Is experience inequality, in every situation, always bad? There have been many discussions over the experience mechanics in PE and this question seems to be underlying all debates. Should all choices in a situation give the same or very similar experience? Many people seem to assume yes.
I've seen this reason: once people learn the 'most beneficial' way they will always do that. With onreadig this assumes that in every instance diplomacy or combat will offer greater rewards. This is not necessarily true. Potentially, sometimes combat could reward greater than diplomacy and the reverse. What about concurrent play throughs, some might ask? I don't think a game like PE should be designed from the point of restricting power gaming. Are people who want to role play the second run through aos a diplomat going to pick the combat solution because it "gave more rewards" last time? And if a person wants to play a sociopath who will do whatever it takes to get the best rewards, cool!

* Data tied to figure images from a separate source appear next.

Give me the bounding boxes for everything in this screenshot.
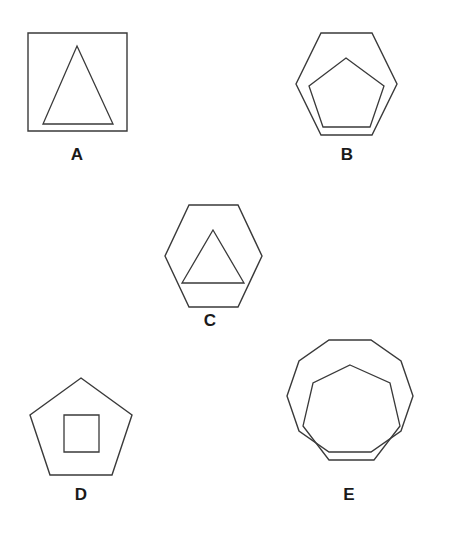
figure-group-a (28, 33, 127, 131)
figure-label-b: B (327, 145, 367, 165)
figure-label-e: E (329, 485, 369, 505)
figure-group-d (30, 378, 132, 475)
figure-c-inner-triangle (182, 230, 244, 283)
figure-label-a: A (57, 145, 97, 165)
figure-group-e (287, 340, 413, 460)
figure-e-inner-heptagon (303, 365, 400, 460)
figure-group-c (165, 205, 262, 307)
figure-a-inner-triangle (43, 46, 113, 124)
figure-d-inner-square (64, 415, 99, 452)
figure-c-outer-hexagon (165, 205, 262, 307)
figure-b-inner-pentagon (309, 58, 384, 127)
figure-sheet: A B C D E (0, 0, 451, 538)
figure-label-c: C (190, 311, 230, 331)
figure-e-outer-decagon (287, 340, 413, 452)
figure-canvas (0, 0, 451, 538)
figure-label-d: D (61, 485, 101, 505)
figure-group-b (296, 33, 397, 135)
figure-d-outer-pentagon (30, 378, 132, 475)
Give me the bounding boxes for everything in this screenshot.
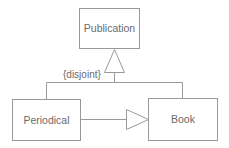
class-periodical-label: Periodical (23, 114, 69, 126)
class-publication[interactable]: Publication (80, 9, 140, 49)
class-publication-label: Publication (84, 22, 136, 34)
class-book-label: Book (171, 113, 196, 125)
uml-diagram: Publication {disjoint} Periodical Book (0, 0, 229, 148)
class-periodical[interactable]: Periodical (13, 100, 81, 141)
class-book[interactable]: Book (149, 99, 218, 141)
generalization-arrowhead-icon (105, 50, 125, 73)
disjoint-constraint-label: {disjoint} (63, 69, 101, 80)
periodical-to-book-arrowhead-icon (127, 110, 149, 130)
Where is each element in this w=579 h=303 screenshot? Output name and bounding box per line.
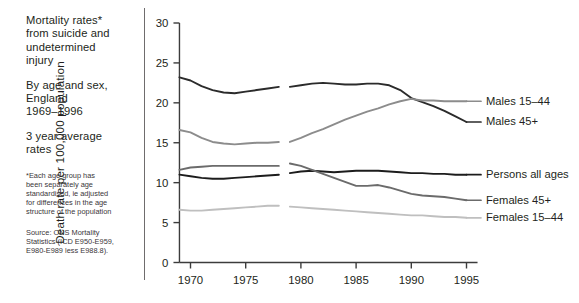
series-line: [179, 77, 278, 93]
series-line: [290, 99, 467, 142]
y-axis-tick-label: 25: [156, 57, 169, 69]
series-line: [290, 164, 467, 201]
y-axis-tick-label: 30: [156, 17, 169, 29]
series-line: [290, 83, 467, 122]
y-axis: 051015202530: [156, 17, 180, 269]
y-axis-tick-label: 15: [156, 137, 169, 149]
series-lines: [179, 77, 466, 218]
series-legend-label: Males 45+: [486, 115, 538, 127]
series-legend-label: Females 15–44: [486, 211, 563, 223]
series-labels: Males 45+Males 15–44Persons all agesFema…: [467, 95, 570, 224]
x-axis-tick-label: 1995: [454, 274, 479, 286]
x-axis-tick-label: 1985: [343, 274, 368, 286]
series-legend-label: Females 45+: [486, 194, 551, 206]
series-legend-label: Persons all ages: [486, 168, 569, 180]
y-axis-tick-label: 20: [156, 97, 169, 109]
series-line: [179, 175, 278, 179]
series-line: [290, 207, 467, 218]
x-axis-tick-label: 1980: [288, 274, 313, 286]
chart-canvas: 051015202530 197019751980198519901995 Ma…: [0, 0, 579, 303]
line-chart: 051015202530 197019751980198519901995 Ma…: [0, 0, 579, 303]
x-axis-tick-label: 1970: [178, 274, 203, 286]
y-axis-tick-label: 5: [162, 217, 168, 229]
x-axis-tick-label: 1990: [399, 274, 424, 286]
series-line: [179, 206, 278, 211]
y-axis-title: Death rate per 100,000 population: [53, 33, 66, 273]
series-legend-label: Males 15–44: [486, 95, 550, 107]
y-axis-tick-label: 0: [162, 257, 168, 269]
x-axis-tick-label: 1975: [233, 274, 258, 286]
x-axis: 197019751980198519901995: [178, 263, 479, 286]
series-line: [179, 166, 278, 170]
figure-root: Mortality rates* from suicide and undete…: [0, 0, 579, 303]
y-axis-tick-label: 10: [156, 177, 169, 189]
series-line: [179, 130, 278, 144]
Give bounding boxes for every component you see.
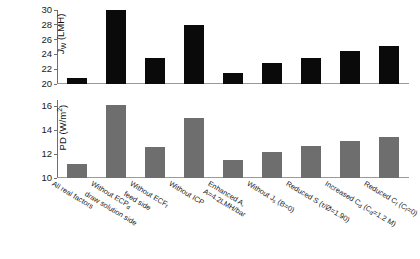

Ultimately to me it doesn't seem logical to say every possible solution to a problem gives the same amount of exp and I don't think it should; so long as throughout the entirety of the game we have enough rewarding options for each 'style' at various points. Sometimes a cunning diplomat -is- going to get more than an uncharasmatic, yet incredibly skilled, thief. Implementing a way for every style to get every reward leads to linear and restricted design.
Feel free to disagree with my reasoning and discuss.